The maximum frequency of gravitational waves (GWs) detectable with traditional pulsar timing methods is set by the Nyquist frequency ($f_{rm{Ny}}$) of the observation. Beyond this frequency, GWs leave no temporal-correlated signals; instead, they appear as white noise in the timing residuals. The variance of the GW-induced white noise is a function of the position of the pulsars relative to the GW source. By observing this unique functional form in the timing data, we propose that we can detect GWs of frequency $>$ $f_{rm{Ny}}$ (super-Nyquist frequency GWs; SNFGWs). We demonstrate the feasibility of the proposed method with simulated timing data. Using a selected dataset from the Parkes Pulsar Timing Array data release 1 and the North American Nanohertz Observatory for Gravitational Waves publicly available datasets, we try to detect the signals from single SNFGW sources. The result is consistent with no GW detection with 65.5% probability. An all-sky map of the sensitivity of the selected pulsar timing array to single SNFGW sources is generated, and the position of the GW source where the selected pulsar timing array is most sensitive to is $lambda_{rm{s}}=-0.82$, $beta_{rm{s}}=-1.03$ (rad); the corresponding minimum GW strain is $h=6.31times10^{-11}$ at $f=1times10^{-5}$ Hz.
We present the sensitivity of the Parkes Pulsar Timing Array to gravitational waves emitted by individual super-massive black-hole binary systems in the early phases of coalescing at the cores of merged galaxies.

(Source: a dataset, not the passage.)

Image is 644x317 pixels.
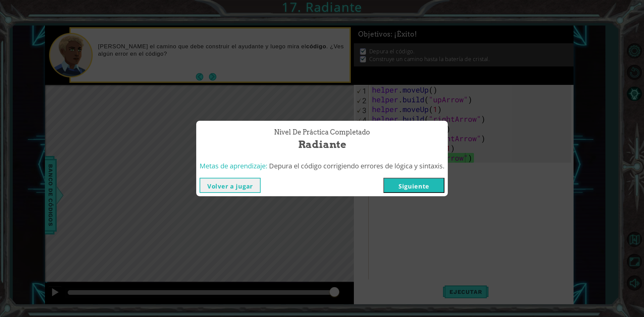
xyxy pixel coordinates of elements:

Our analysis includes a detailed study of the effects of fitting a pulsar timing model to non-white timing residuals. Pulsar timing is sensitive at nanoHertz frequencies and hence complementary to LIGO and LISA. We place a sky-averaged constraint on the merger rate of nearby ($z < 0.6$) black-hole binaries in the early phases of coalescence with a chirp mass of $10^{10},rmn{M}_odot$ of less than one merger every seven years. The prospects for future gravitational-wave astronomy of this type with the proposed Square Kilometre Array telescope are discussed.
The X-ray Navigation and Autonomous position Verification (XNAV) is tested which use the Crab pulsar under the Space Test Program that use starlight refraction. It provide the way that the spacecraft could autonomously determine its position with respect to an inertial origin. Now we analysis the sensitivity of the exist instrument and the signal process that use radio pulsar navigation and discuss the integrated navigation which use radio pulsar, then give the different navigation mission analysis and design process basically which include the space, the airborne, the ship and the land of the planet or the lunar. Our analysis show that we will have the stability profile (signal-to-noise is 5) that use a 2 meters antenna observe some strong sources of radio pulsar in 36 minutes which based on the todays technology. So the pulsar navigation can give the continuous position in deep space, hat means we can freedom fly successfully in the solar system use celestial navigation that include pulsar and traditional star sensor. It also can less or abolish the dependence to Global Navigation Satellite System (GNSS) which include GPS, GRONSS, Galileo and BeiDou et al.